Best of New York

The Absolute Best Bánh Mì in New York

Ba Xuyên’s sandwich is warm and packed tight. Photo: Melissa Hom

Here we delve headlong into the world of head cheese, plus ham and pickled carrots and pâté, to find bánh mì that are a cut above the rest.

The Absolute Best

1. Ba Xuyên
4222 Eighth Ave., nr. 42nd St., Sunset Park; 718-633-6601

Thanks to a modest renovation, Sunset Park’s venerable cafeteria-style shop now gleams brighter than ever on its desolate stretch of Chinatown’s Eighth Avenue. Sandwiches cost $5, an increase of $1.25 total in the last decade. They remain mini masterpieces on bread that loom larger than the apparent sum of their ingredients, thanks in part to subtleties of temperature and texture. Order the bánh mì thịt nguội, or “combination.” Choose a spice level, and the cook will give the loaf, made by Neri’s bakery in the wilds of Port Chester, a slight warmup in the toaster. The buttery pâté — the exact nature of which has flummoxed diners for years — is already applied, a crucial step, and the ham is stacked with half-moons of chả lụa, the spongy pork roll that no one will be able to romanticize, and even more pork.
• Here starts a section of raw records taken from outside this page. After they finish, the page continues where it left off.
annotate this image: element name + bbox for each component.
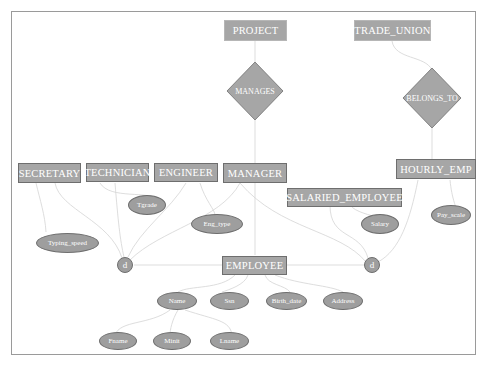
relationship-manages-label: MANAGES bbox=[235, 87, 275, 96]
attribute-label: Lname bbox=[220, 337, 239, 345]
attribute-birth-date[interactable]: Birth_date bbox=[266, 292, 307, 310]
attribute-label: Salary bbox=[371, 220, 389, 228]
attribute-label: Birth_date bbox=[272, 297, 302, 305]
attribute-ssn[interactable]: Ssn bbox=[210, 292, 249, 310]
attribute-label: Name bbox=[169, 297, 186, 305]
attribute-tgrade[interactable]: Tgrade bbox=[128, 195, 166, 215]
attribute-lname[interactable]: Lname bbox=[210, 332, 249, 350]
attribute-fname[interactable]: Fname bbox=[99, 332, 137, 350]
attribute-eng-type[interactable]: Eng_type bbox=[191, 214, 243, 234]
attribute-label: Minit bbox=[164, 337, 180, 345]
specialization-label: d bbox=[123, 260, 128, 270]
attribute-minit[interactable]: Minit bbox=[153, 332, 191, 350]
attribute-address[interactable]: Address bbox=[323, 292, 363, 310]
specialization-label: d bbox=[370, 260, 375, 270]
attribute-typing-speed[interactable]: Typing_speed bbox=[36, 233, 99, 253]
specialization-disjoint-left[interactable]: d bbox=[117, 257, 133, 273]
specialization-disjoint-right[interactable]: d bbox=[364, 257, 380, 273]
attribute-label: Tgrade bbox=[137, 201, 157, 209]
attribute-name[interactable]: Name bbox=[157, 292, 197, 310]
attribute-label: Pay_scale bbox=[437, 211, 465, 219]
attribute-label: Ssn bbox=[224, 297, 234, 305]
er-diagram-canvas: PROJECT TRADE_UNION SECRETARY TECHNICIAN… bbox=[0, 0, 498, 367]
attribute-label: Fname bbox=[108, 337, 127, 345]
relationship-shapes bbox=[0, 0, 498, 367]
attribute-salary[interactable]: Salary bbox=[361, 214, 399, 234]
attribute-label: Eng_type bbox=[204, 220, 231, 228]
attribute-label: Address bbox=[332, 297, 355, 305]
attribute-label: Typing_speed bbox=[48, 239, 87, 247]
attribute-pay-scale[interactable]: Pay_scale bbox=[431, 205, 471, 225]
relationship-belongs-to-label: BELONGS_TO bbox=[406, 94, 457, 103]
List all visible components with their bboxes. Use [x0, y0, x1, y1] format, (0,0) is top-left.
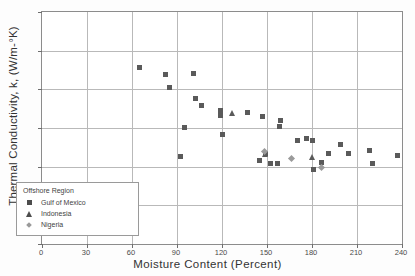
legend-item-nigeria: Nigeria [22, 219, 133, 230]
x-gridline [357, 12, 358, 244]
data-point [287, 155, 294, 162]
x-tick-label: 60 [118, 249, 144, 257]
x-tick-label: 120 [208, 249, 234, 257]
data-point [245, 110, 250, 115]
x-tick-label: 240 [388, 249, 414, 257]
y-tick [38, 128, 42, 129]
y-tick [38, 89, 42, 90]
data-point [137, 65, 142, 70]
x-tick-label: 30 [73, 249, 99, 257]
data-point [346, 151, 351, 156]
data-point [295, 138, 300, 143]
data-point [260, 114, 265, 119]
data-point [311, 167, 316, 172]
x-gridline [222, 12, 223, 244]
data-point [304, 136, 309, 141]
data-point [193, 96, 198, 101]
square-marker-icon [22, 200, 36, 205]
data-point [182, 125, 187, 130]
chart-figure: Thermal Conductivity, k, (W/m-°K) Moistu… [0, 0, 415, 276]
legend-label: Nigeria [36, 221, 63, 228]
data-point [367, 148, 372, 153]
y-tick [38, 12, 42, 13]
data-point [257, 158, 262, 163]
data-point [199, 103, 204, 108]
legend-item-indonesia: Indonesia [22, 208, 133, 219]
data-point [218, 113, 223, 118]
data-point [326, 151, 331, 156]
legend-title: Offshore Region [23, 187, 133, 194]
x-gridline [267, 12, 268, 244]
data-point [278, 118, 283, 123]
x-axis-title: Moisture Content (Percent) [0, 258, 415, 270]
x-gridline [312, 12, 313, 244]
legend-label: Gulf of Mexico [36, 199, 86, 206]
data-point [268, 161, 273, 166]
data-point [395, 153, 400, 158]
data-point [167, 85, 172, 90]
x-gridline [177, 12, 178, 244]
legend-label: Indonesia [36, 210, 71, 217]
y-tick [38, 167, 42, 168]
data-point [275, 161, 280, 166]
data-point [220, 132, 225, 137]
x-tick-label: 150 [253, 249, 279, 257]
triangle-marker-icon [22, 211, 36, 217]
data-point [163, 72, 168, 77]
data-point [309, 154, 315, 160]
y-tick [38, 51, 42, 52]
x-tick-label: 90 [163, 249, 189, 257]
diamond-marker-icon [22, 223, 36, 227]
data-point [277, 124, 282, 129]
x-tick-label: 210 [343, 249, 369, 257]
data-point [310, 138, 315, 143]
data-point [338, 142, 343, 147]
legend-item-gulf-of-mexico: Gulf of Mexico [22, 197, 133, 208]
x-tick-label: 180 [298, 249, 324, 257]
x-tick-label: 0 [28, 249, 54, 257]
data-point [191, 71, 196, 76]
data-point [229, 110, 235, 116]
data-point [370, 161, 375, 166]
chart-legend: Offshore Region Gulf of Mexico Indonesia… [16, 182, 139, 236]
data-point [317, 164, 324, 171]
data-point [178, 154, 183, 159]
All of the vegetables contribute vibrant flavors: skin-on pickled cucumber spears, slivers of pickled carrot and stinky daikon, stemmy cilantro, and raw jalapeño, in order of diminishing snap. The finished sandwich is warm and packed tight, and the bread crackles and collapses in a fantastic, meaty crunch.

2. Lucy’s Vietnamese Kitchen
262 Irving Ave., nr. Menahan St., Bushwick; 718-483-9837

The smell of wood smoke and simmered star anise hits when you enter this pint-size shop. The entry-level sandwich sports a thick layer of brisket, and so it goes that purists may be upset that there’s no pork to be found. What’s more is that carrots are sheeted, not julienned. But, seriously, pay no mind: The bánh mì brisket is brought up in the same spiced broth used in the nontraditional but formidable pho, which imparts a mushroomy funk, and while a hodgepodge of French dips, South Asian mash-ups, and Texas barbecue may come to mind, this sandwich is doing its own delicious thing, and authentically at that.

3. Bánh Mì Saigon Bakery
198 Grand St., nr. Mott St., 212-941-1541

The city’s most ambassadorial bánh mì is still a perpetual bargain, as well as a paragon of the form. That’s not to say it’s not customizable: A good amount of regulars seem to opt for squishy, untoasted bread, and the sandwich artists are happy to pile on more chiles past the point of what should probably be a legal limit. In an elegant feat of engineering, the root vegetables are wrapped in a cocoonish sheet of chả lụa, which cuts down on sogginess and gives the sandwich an extra vinegary punch.

4. Bành Mí Zòn
443 E. 6th St., nr. Ave. A; 646-524-6384

In addition to all of the expected sliced meats, the fully loaded classic at this bustling East Village spot includes chà bông, which is also known as meat floss. The porky ore adds a chewy, sticky dimension to the sandwich and plays nicely with flat slices of fat-streaked, red-cooked pork belly, ever condemned to play the bánh mì’s straight man. The bread has a crispy exterior and soft crumb, almost like foccacia.

5. 5ive Spice
52 Fifth Ave., at Bergen St., Park Slope; 718-857-3483

Ungrammatical, resolutely fusion-y name aside — Five-ive? Five-ivy? — there’s bánh mì magic happening in Park Slope, thanks to the from-scratch green sriracha on the tables and liberal applications of mayo emulsified with bone marrow on the bread. Beneath the fistful of carrots and fatty sliced ham, there’s a jammy crumble of pork that adds a smoky sweetness to all the salt and vinegar, and the rustic dining room is a great place to snack on a classic with a cold Vietnamese coffee, served with lots of pebbly ice in a — what else? — Ball jar.